Several hours later, I was in his apartment, shrugging off his attempt to give me a tour of the place, and putting the CD on. His reaction was the same. Over the course of that week, I stopped hating the rest of the album. I started liking it. One month later, I was still listening to it everyday. My friend, meanwhile, had discovered OK Computer and told me to try that one. I dismissed it in that way you do when someone shows you something you wanted to discover yourself. But I did secretly listen to it on my own, judging it to be inferior initially, then slowly absorbing all of it – taking in its tone first, and then the resigned passion of its lyrics.
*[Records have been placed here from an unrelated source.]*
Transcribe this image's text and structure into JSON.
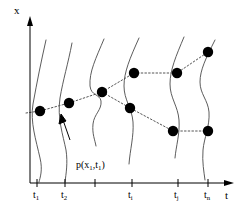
{
  "figure": {
    "title": "",
    "axes": {
      "x_axis": {
        "label": "x",
        "orientation": "vertical",
        "origin_px": [
          30,
          183
        ],
        "top_px": [
          30,
          18
        ]
      },
      "t_axis": {
        "label": "t",
        "orientation": "horizontal",
        "origin_px": [
          30,
          183
        ],
        "right_px": [
          232,
          183
        ]
      }
    },
    "ticks": [
      {
        "id": "t1",
        "label_text": "t",
        "sub": "1",
        "x_px": 37,
        "show_label": true
      },
      {
        "id": "t2",
        "label_text": "t",
        "sub": "2",
        "x_px": 65,
        "show_label": true
      },
      {
        "id": "t3",
        "label_text": "",
        "sub": "",
        "x_px": 95,
        "show_label": false
      },
      {
        "id": "ti",
        "label_text": "t",
        "sub": "i",
        "x_px": 132,
        "show_label": true
      },
      {
        "id": "tj",
        "label_text": "t",
        "sub": "j",
        "x_px": 178,
        "show_label": true
      },
      {
        "id": "tn",
        "label_text": "t",
        "sub": "n",
        "x_px": 208,
        "show_label": true
      }
    ],
    "density_label": {
      "text": "p(x",
      "sub1": "1",
      "mid": ",t",
      "sub2": "1",
      "close": ")"
    },
    "annotation_arrow": {
      "from_px": [
        72,
        135
      ],
      "to_px": [
        62,
        118
      ],
      "points_to": "first-density-curve"
    },
    "colors": {
      "ink": "#000000",
      "curve": "#4a4a4a",
      "dot": "#000000",
      "dotted_path": "#555555",
      "background": "#ffffff"
    },
    "dots": [
      {
        "id": "d1",
        "t": "t1",
        "x_px": 40,
        "y_px": 111
      },
      {
        "id": "d2",
        "t": "t2",
        "x_px": 69,
        "y_px": 103
      },
      {
        "id": "d3",
        "t": "t3",
        "x_px": 102,
        "y_px": 92
      },
      {
        "id": "d4",
        "t": "ti",
        "x_px": 134,
        "y_px": 73
      },
      {
        "id": "d5",
        "t": "ti",
        "x_px": 130,
        "y_px": 108
      },
      {
        "id": "d6",
        "t": "tj",
        "x_px": 177,
        "y_px": 73
      },
      {
        "id": "d7",
        "t": "tj",
        "x_px": 173,
        "y_px": 131
      },
      {
        "id": "d8",
        "t": "tn",
        "x_px": 208,
        "y_px": 52
      },
      {
        "id": "d9",
        "t": "tn",
        "x_px": 208,
        "y_px": 131
      }
    ],
    "paths": [
      {
        "id": "trunk",
        "points": [
          [
            26,
            113
          ],
          [
            40,
            111
          ],
          [
            69,
            103
          ],
          [
            102,
            92
          ]
        ]
      },
      {
        "id": "branch-upper",
        "points": [
          [
            102,
            92
          ],
          [
            134,
            73
          ],
          [
            177,
            73
          ],
          [
            208,
            52
          ]
        ]
      },
      {
        "id": "branch-lower",
        "points": [
          [
            102,
            92
          ],
          [
            130,
            108
          ],
          [
            173,
            131
          ],
          [
            208,
            131
          ]
        ]
      }
    ],
    "curves": [
      {
        "id": "curve-t1",
        "x_px": 37,
        "d": "M 46,40 C 41,62 37,82 33,104 C 30,122 36,140 40,158 C 43,170 40,178 39,182"
      },
      {
        "id": "curve-t2",
        "x_px": 65,
        "d": "M 72,43 C 68,64 63,80 60,98 C 57,118 63,135 66,150 C 68,163 66,174 65,182"
      },
      {
        "id": "curve-t3",
        "x_px": 95,
        "d": "M 104,39 C 96,58 89,72 90,86 C 91,96 100,94 101,101 C 102,110 94,114 93,124 C 92,134 95,140 96,146"
      },
      {
        "id": "curve-ti",
        "x_px": 132,
        "d": "M 139,38 C 130,58 124,72 124,86 C 124,100 132,108 133,122 C 134,136 130,150 129,164"
      },
      {
        "id": "curve-tj",
        "x_px": 178,
        "d": "M 184,37 C 176,56 170,70 170,84 C 170,98 178,106 179,120 C 180,134 176,146 175,158"
      },
      {
        "id": "curve-tn",
        "x_px": 208,
        "d": "M 215,40 C 206,58 200,70 200,82 C 200,94 208,100 209,112 C 210,126 204,138 203,150 C 202,162 204,172 205,180"
      }
    ]
  }
}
In a matter of weeks, Radiohead were my favourite band. I went through every album, always disappointed at first that each one didn’t replicate the sound of the one I had listened to previously, then growing to love them all.

Eventually, I wrote this song. My first Radiohead impression. I remember sitting at my window, looking out at a view blank enough to stimulate any kind of thought process, and attempting to channel the mood of Radiohead. It was my first song written as lyrics before the chords existed, chords which were half improvised a few days later on an out of tune guitar, thereby essentially ruining the song.
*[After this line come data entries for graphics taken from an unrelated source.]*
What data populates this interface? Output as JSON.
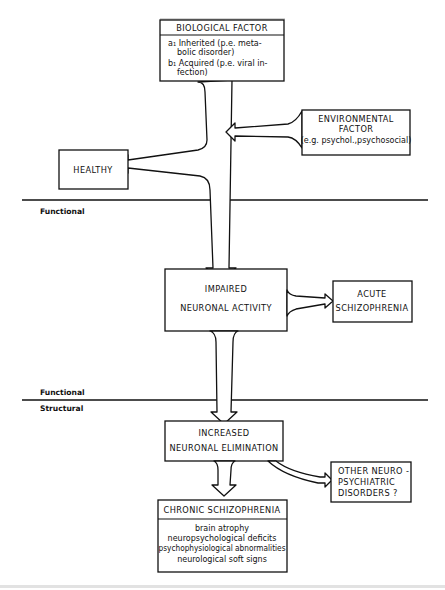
{
  "diagram": {
    "biological": {
      "title": "BIOLOGICAL FACTOR",
      "lines": [
        "a₁ Inherited (p.e. meta-",
        "bolic disorder)",
        "b₁ Acquired (p.e. viral in-",
        "fection)"
      ]
    },
    "environmental": {
      "lines": [
        "ENVIRONMENTAL",
        "FACTOR",
        "(e.g. psychol.,psychosocial)"
      ]
    },
    "healthy": {
      "label": "HEALTHY"
    },
    "impaired": {
      "lines": [
        "IMPAIRED",
        "NEURONAL ACTIVITY"
      ]
    },
    "acute": {
      "lines": [
        "ACUTE",
        "SCHIZOPHRENIA"
      ]
    },
    "increased": {
      "lines": [
        "INCREASED",
        "NEURONAL ELIMINATION"
      ]
    },
    "other": {
      "lines": [
        "OTHER NEURO -",
        "PSYCHIATRIC",
        "DISORDERS ?"
      ]
    },
    "chronic": {
      "title": "CHRONIC SCHIZOPHRENIA",
      "lines": [
        "brain atrophy",
        "neuropsychological deficits",
        "psychophysiological abnormalities",
        "neurological soft signs"
      ]
    },
    "levels": {
      "functional_1": "Functional",
      "functional_2": "Functional",
      "structural": "Structural"
    }
  }
}
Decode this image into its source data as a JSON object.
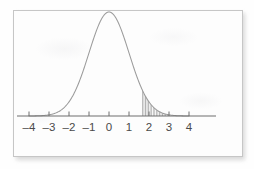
{
  "figure": {
    "caption": "",
    "card_background": "#fdfdfd",
    "border_color": "#c6c6c6",
    "curve_color": "#9a9a9a",
    "axis_color": "#6e6e6e",
    "label_color": "#4a4a4a",
    "hatch_color": "#9e9e9e"
  },
  "axis": {
    "tick_labels": [
      "–4",
      "–3",
      "–2",
      "–1",
      "0",
      "1",
      "2",
      "3",
      "4"
    ],
    "tick_values": [
      -4,
      -3,
      -2,
      -1,
      0,
      1,
      2,
      3,
      4
    ]
  },
  "chart_data": {
    "type": "line",
    "title": "",
    "subtitle": "",
    "xlabel": "",
    "ylabel": "",
    "xlim": [
      -4,
      4
    ],
    "ylim": [
      0,
      0.42
    ],
    "grid": false,
    "legend": null,
    "distribution": "standard normal",
    "mean": 0,
    "sd": 1,
    "x": [
      -4,
      -3.75,
      -3.5,
      -3.25,
      -3,
      -2.75,
      -2.5,
      -2.25,
      -2,
      -1.75,
      -1.5,
      -1.25,
      -1,
      -0.75,
      -0.5,
      -0.25,
      0,
      0.25,
      0.5,
      0.75,
      1,
      1.25,
      1.5,
      1.75,
      2,
      2.25,
      2.5,
      2.75,
      3,
      3.25,
      3.5,
      3.75,
      4
    ],
    "values": [
      0.0001,
      0.0004,
      0.0009,
      0.002,
      0.0044,
      0.0091,
      0.0175,
      0.0317,
      0.054,
      0.0863,
      0.1295,
      0.1826,
      0.242,
      0.3011,
      0.3521,
      0.3867,
      0.3989,
      0.3867,
      0.3521,
      0.3011,
      0.242,
      0.1826,
      0.1295,
      0.0863,
      0.054,
      0.0317,
      0.0175,
      0.0091,
      0.0044,
      0.002,
      0.0009,
      0.0004,
      0.0001
    ],
    "shaded_region": {
      "style": "vertical-hatch",
      "from": 1.65,
      "to": 3.0,
      "tail": "right",
      "approx_area": 0.05
    },
    "annotations": []
  }
}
The lyrics and accompanying melody do quite well at capturing the mood of Radiohead actually, if not the meaning:

“Today I’ll try and reach it,
Quick wash it away,
I’ll try and make it.

From a friend, like knots on a rope
Fix the problem

I can’t want the picture,
The side of views.

Today I’ll try and reach it,
Quick wash it away,
I’ll try and make it.

From a friend, like knots on a rope
Fix the problem.”

An analysis of those words would just as likely suggest masturbation as a theme than anything else. But they seem to carry a bit of gravity in the song, which is more than I can say about almost any other lyrics I wrote in the year surrounding Like Knots On A Rope.
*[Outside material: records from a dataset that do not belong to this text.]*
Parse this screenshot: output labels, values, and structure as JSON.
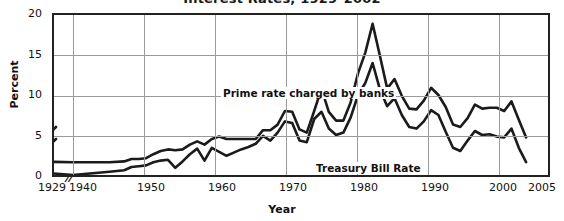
{
  "chart_data": {
    "type": "line",
    "title": "Interest Rates, 1929–2002",
    "xlabel": "Year",
    "ylabel": "Percent",
    "ylim": [
      0,
      20
    ],
    "yticks": [
      0,
      5,
      10,
      15,
      20
    ],
    "xticks": [
      1929,
      1940,
      1950,
      1960,
      1970,
      1980,
      1990,
      2000,
      2005
    ],
    "xlim": [
      1929,
      2005
    ],
    "axis_break": "1929–1940 axis break (//)",
    "grid": true,
    "legend_position": "inline-annotations",
    "annotations": [
      {
        "text": "Prime rate charged by banks",
        "x": 1962,
        "y": 12.2
      },
      {
        "text": "Treasury Bill Rate",
        "x": 1974,
        "y": 3.1
      }
    ],
    "x": [
      1929,
      1933,
      1940,
      1945,
      1947,
      1948,
      1949,
      1950,
      1951,
      1952,
      1953,
      1954,
      1955,
      1956,
      1957,
      1958,
      1959,
      1960,
      1961,
      1962,
      1963,
      1964,
      1965,
      1966,
      1967,
      1968,
      1969,
      1970,
      1971,
      1972,
      1973,
      1974,
      1975,
      1976,
      1977,
      1978,
      1979,
      1980,
      1981,
      1982,
      1983,
      1984,
      1985,
      1986,
      1987,
      1988,
      1989,
      1990,
      1991,
      1992,
      1993,
      1994,
      1995,
      1996,
      1997,
      1998,
      1999,
      2000,
      2001,
      2002
    ],
    "series": [
      {
        "name": "Prime rate charged by banks",
        "values": [
          6.0,
          1.7,
          1.6,
          1.6,
          1.7,
          2.0,
          2.0,
          2.1,
          2.6,
          3.0,
          3.2,
          3.1,
          3.2,
          3.8,
          4.2,
          3.8,
          4.5,
          4.8,
          4.5,
          4.5,
          4.5,
          4.5,
          4.5,
          5.6,
          5.6,
          6.3,
          8.0,
          7.9,
          5.7,
          5.3,
          8.0,
          10.8,
          7.9,
          6.8,
          6.8,
          9.1,
          12.7,
          15.3,
          18.9,
          14.9,
          10.8,
          12.0,
          9.9,
          8.3,
          8.2,
          9.3,
          10.9,
          10.0,
          8.5,
          6.3,
          6.0,
          7.1,
          8.8,
          8.3,
          8.4,
          8.4,
          8.0,
          9.2,
          6.9,
          4.7
        ]
      },
      {
        "name": "Treasury Bill Rate",
        "values": [
          4.5,
          0.5,
          0.0,
          0.4,
          0.6,
          1.0,
          1.1,
          1.2,
          1.6,
          1.8,
          1.9,
          0.9,
          1.7,
          2.6,
          3.3,
          1.8,
          3.4,
          2.9,
          2.4,
          2.8,
          3.2,
          3.5,
          3.9,
          4.9,
          4.3,
          5.3,
          6.7,
          6.5,
          4.3,
          4.1,
          7.0,
          7.9,
          5.8,
          5.0,
          5.3,
          7.2,
          10.0,
          11.5,
          14.0,
          10.7,
          8.6,
          9.6,
          7.5,
          6.0,
          5.8,
          6.7,
          8.1,
          7.5,
          5.4,
          3.4,
          3.0,
          4.3,
          5.5,
          5.0,
          5.1,
          4.8,
          4.7,
          5.8,
          3.4,
          1.6
        ]
      }
    ]
  },
  "yticks_labels": [
    "20",
    "15",
    "10",
    "5",
    "0"
  ],
  "xticks_labels": [
    "1929",
    "1940",
    "1950",
    "1960",
    "1970",
    "1980",
    "1990",
    "2000",
    "2005"
  ],
  "break_marker": "//"
}
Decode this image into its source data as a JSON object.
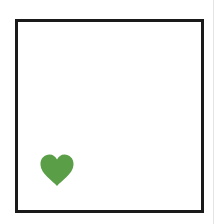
{
  "board": {
    "border_color": "#1a1a1a",
    "background": "#ffffff"
  },
  "items": [
    {
      "type": "heart",
      "icon": "heart-icon",
      "color": "#5a9e47"
    }
  ]
}
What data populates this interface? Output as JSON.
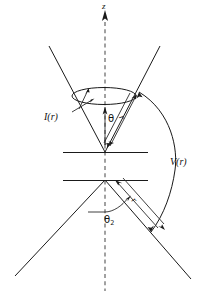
{
  "figure": {
    "kind": "physics-diagram",
    "background_color": "#ffffff",
    "line_color": "#1a1a1a",
    "axis_color": "#555555"
  },
  "labels": {
    "axis_z": "z",
    "intensity": "I(r)",
    "potential": "V(r)",
    "angle_upper": "θ",
    "angle_lower_base": "θ",
    "angle_lower_sub": "2",
    "radius_upper": "r",
    "radius_lower": "r"
  },
  "elements": {
    "upper_cone": "two rays from apex diverging upward",
    "lower_cone": "two rays from apex diverging downward",
    "ellipse": "cone mouth ellipse",
    "upper_plate": "horizontal line at upper cone apex",
    "lower_plate": "horizontal line at lower cone apex",
    "arc": "large arc on right spanning both cones",
    "z_axis": "vertical dashed line with upward arrow"
  }
}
In 2007 I was so, so far from being able to emulate Radiohead in any way. But as the years have passed I would have to name them as my foremost influence, in the way their worldview is reflected in music, and especially in their transition to electronic music.

This will in no way be reflected by any other song on The Trying Artist for a long time. Goodbye Radiohead pastiches! Hello again badly executed bland indie rock/pop!

 

 

Never Leave

I’ve attached a picture of a beautiful sunset so you’ll have something to distract you from this song. The only way Never Leave could be more boring is if it simply started over when it got to the end and played through once more. Rewind back to the beginning to see what I mean.

The picture, though! Gosh it’s beautiful. The way the golden-hour sunbeams wriggle out from behind the surprisingly dense, dark clouds, thereby transforming them, removing any sense of foreboding they might otherwise evoke, and imbuing them instead with the lazy contentment of a late-summer’s evening, all silver linings and open blues. Beneath, you might imagine the sea teeming with hidden life, a world of plenty, all things in their right place, chaotically vivacious but perfectly formed. Or maybe not, maybe for you it is an infinitely deep blank space, the sort of space we hope to find inside our minds when too many things are pressing into our consciousness. I guess for me it’s both, a blank slate which promises endless potential, a site of calm positivity.

To be frank, this stock ‘beautiful sunset’ image brings more romance to Never Leave than anything in the recording, but it is also completely in keeping with the disgustingly bland brand of romance that the song promotes, and which should never be accompanied by anything except a melody so undeniable that we forgive (or forget) the lyrics (video at bottom).

Never Leave was a band song, which is why the bass playing is quite good, and why we get a little burst of backing harmonies during the trudging reprise of ‘what you make me feel’ towards the end.

I believe this song was promoted only in a very limited way at the time. We certainly never played it live at any gigs, thank god.

All in all, a song that makes you wish the sun would just bloody set already.